Republican Superintendent of Public Instruction Tom Horne accused Hobbs of lack of attention to the accountability measures he’s put in place.
“Under my leadership, the department has done a full-court press against waste and fraud,” Horne said in a statement. “I hired both a program auditor and an investigator, which had not been done before. I require that every expenditure be for a valid educational purpose and have been attacked for doing that.”
But to clear a backlog of reimbursement requests, Horne recently announced that the Department of Education would automatically reimburse parents for costs below $2,000 and would audit those expenditures later, after parents received the payments.
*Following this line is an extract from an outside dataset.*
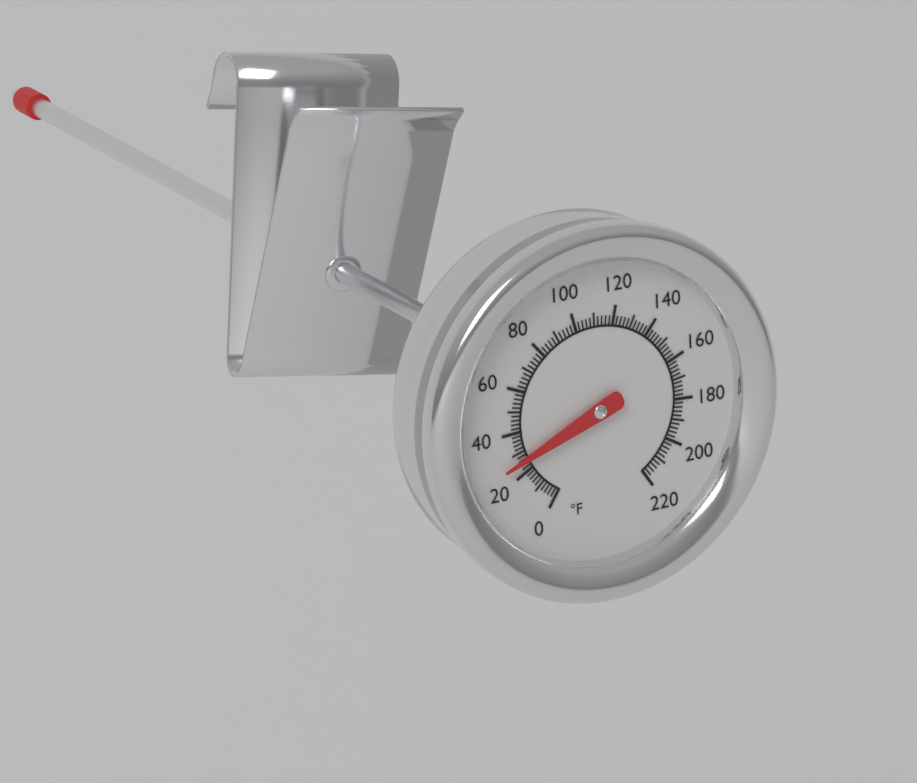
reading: 26 °F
Save our Schools Arizona, which stridently opposes school vouchers, praised Hobbs’ commitment to increased accountability for the ESA program following her speech on Monday.
“This program has acted as a blank check for too long, practically encouraging fraudsters to take advantage of the lax accountability,” SOS Executive Director Beth Lewis said in an emailed statement. “The billion-dollar boondoggle must end. Arizonans deserve to know how their dollars are being spent — and the peace of mind that the universal ESA voucher program their taxpayer dollars are funding isn’t being defrauded by ‘ghost children’ and other voucher scams.”
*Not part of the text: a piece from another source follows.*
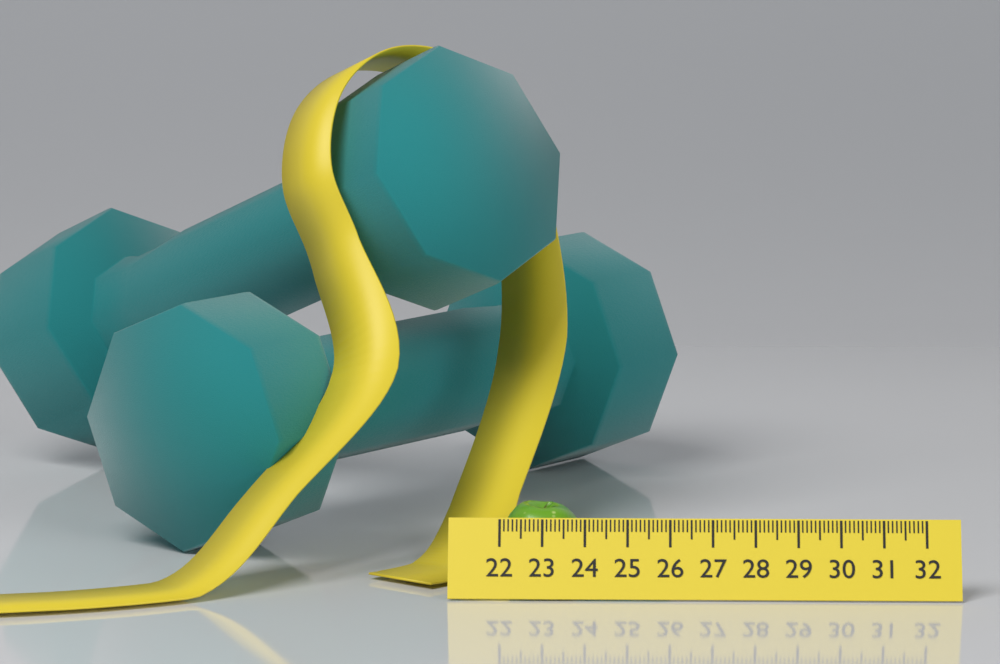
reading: 24.0 (no unit)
Senate Republicans promised to keep public school money in classrooms by increasing teacher pay above the national average through the renewal of Proposition 123. They also pledged to protect parental choice via the ESA program.
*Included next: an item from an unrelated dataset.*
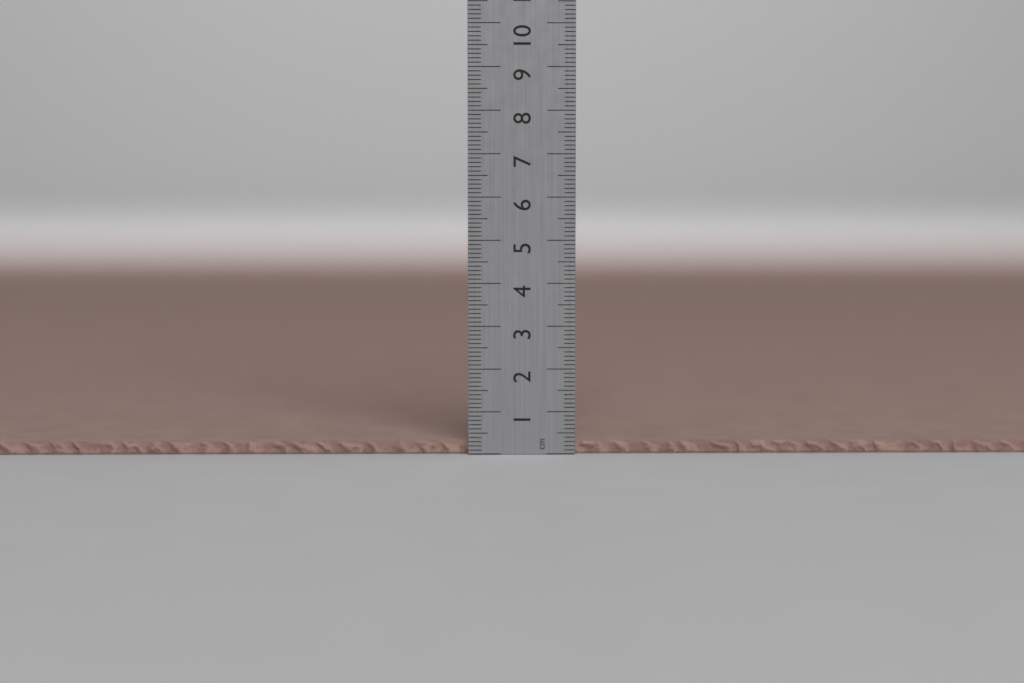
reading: 0.3 cm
The governor agreed with House Republicans, who released their plan for the coming year last week, that they must address the expiration of Proposition 123, which voters approved in 2015 to provide funding for public schools and teachers as part of a settlement to a lawsuit after GOP lawmakers illegally failed to properly fund schools.
“Renewing it is essential,” Hobbs said. “If we fail to act, we are throwing away an opportunity to fund teacher pay raises and give Arizona’s children the opportunity they deserve — all without raising taxes on a single Arizonan.”
Hobb said she would also work to help parents by reducing the cost of child care by two-thirds, through her Working Families Childcare Act.
Supporting first responders
Both Republicans and Democrats on the house floor on Monday cheered for Hobbs’ proposal to give a 5% pay raise to state law enforcement and correctional officers and to increase pay for firefighters.
“It’s time to put our money where our mouth is,” Hobbs said. “If we care about keeping our communities safe, if we care about supporting our officers, and if we care about public safety, then we should fund the police and our firefighters.”
Elections
Hobbs made no mention of election integrity and speeding up elections in her speech, but Republican leaders in both chambers have said it will be a top priority for them.
“Arizona is dead last on delivering electoral votes,” Petersen said. “It’s time to follow Florida model and deliver results the night of (the election.)”
He said that this will bolster confidence and decrease frustration in the state’s elections.
Reproductive rights
Democratic legislators and some people in the House gallery on Monday gave Hobbs a lengthy cheer when she mentioned their success last year in repealing an abortion ban dating back to 1864. As they stood and clapped, Republicans sat in stony silence.
Voters in November overwhelmingly supported the Arizona Abortion Access Act, which enshrines the right to abortion into the state constitution.